Sherlock regained the lead just in time to duck through a door pretending to be solid wall onto a little-used staircase that led up to the fourth floor. From there they took a chance on the main stairs. Filch was nowhere to be seen above or below. Sherlock, still in the lead, sent a freezing charm at the moving staircase, stopping it at the landing they needed. They dashed up and waited just long enough for Sherlock to freeze the next two sets of stairs, which lead them up to the seventh floor.

They arrived on the landing of Gryffindor corridor, breathless, laughing, and unfollowed. Sherlock pulled his shoes from inside his robes and slipped them back on. John leaned against the wall, gulping at the air. He'd done his best to rebuild his stamina since the weeks spent in hospital, but he wasn't quite up to a sprint across the castle. His leg would never forgive him.

His cane. "I've left my cane on the stairs," John exclaimed, bolting up from the wall.

Lindsay and Sherlock exchanged a look, still chuckling. It took a moment for them to focus back on him and read the askance look on his face.

"Did you miss it?" Lindsay asked.

John spouted the beginning syllables of several sentences before settling on, "That was adrenaline. Fight or flight, or some such."

"How about now?" Sherlock offered. He tossed the vial he'd gathered at John, but far to the right.

John sidestepped instinctively to catch it, landing with all his weight on the leg that had refused to support him since May. He half-braced himself, but the knee didn't buckle and the muscles felt as solid as – as they had before the battle. During the battle, too, if he was honest. A slow, reluctant grin fought itself free from his tense facial muscles. He tossed the vial back to Sherlock, who caught it with a cat-like controlled swipe and laughed again.

"Just proving a point."

"But my cane," John said, suddenly sober. "Filch will have found it."

Lindsay pulled it from within her robes. "Sherlock told me to go back for it."

John took it, hefting it slightly from hand to hand. It already felt like an unwelcome intrusion. He turned down the hallway. "Well, then. Do you think Madam Pomfrey will release me for the Quidditch tryouts?

The Fat Lady interrupted before either of them could answer. "What mischief have you been up to?" she demanded with none of her usual conspiratorial tone.

The three stared at one another, groping for an explanation, when the portrait hole swung open and an ink-bespattered Professor Smith stepped out. He folded his arms and stared at them, an effect which was somewhat spoiled by the large smear of ink above his eyebrows which gave him the look of having a uni-brow above the real ones.

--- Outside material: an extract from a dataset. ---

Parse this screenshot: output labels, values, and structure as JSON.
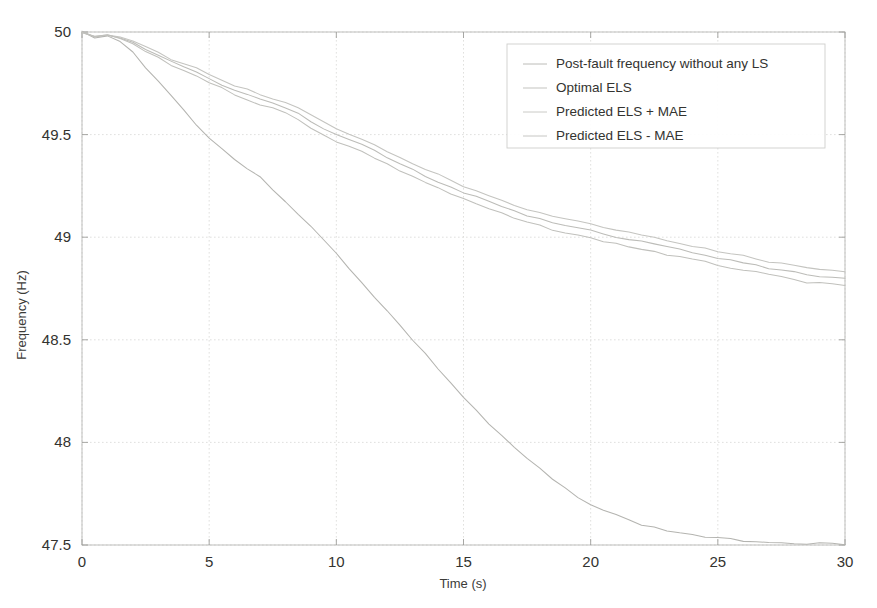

"Any explanation?" he asked..

John ran through the options in his mind. The truth was out of the question, and any lie too far-fetched to make believable. He glanced over at the other two. Sherlock had drawn breath to speak three times, then stopped himself.

"Alright then," Smith said. "Detention. My office, Saturday morning, 9 a.m."

"But, sir," Lindsay blurted, looking a bit surprised at her own daring. "It's quidditch tryouts Saturday morning."

Smith seemed to consider. "I suppose I ought to make you come anyway, giving up a pleasure and all that…" he grinned, showing off an ink splatter that had managed to black a couple of teeth. "But I want a stupendous Gryffindor team. So go on to the tryouts. Let's make the detention 2 o'clock instead."

They all muttered their thanks, and Sherlock turned away to the Ravenclaw dormitory looking only slightly murderous.

"Oh, Watson, Lovejoy," Smith said, turning on his heel at the stairs. "Peeves is still in there. Nip him out before you go to bed, won't you?"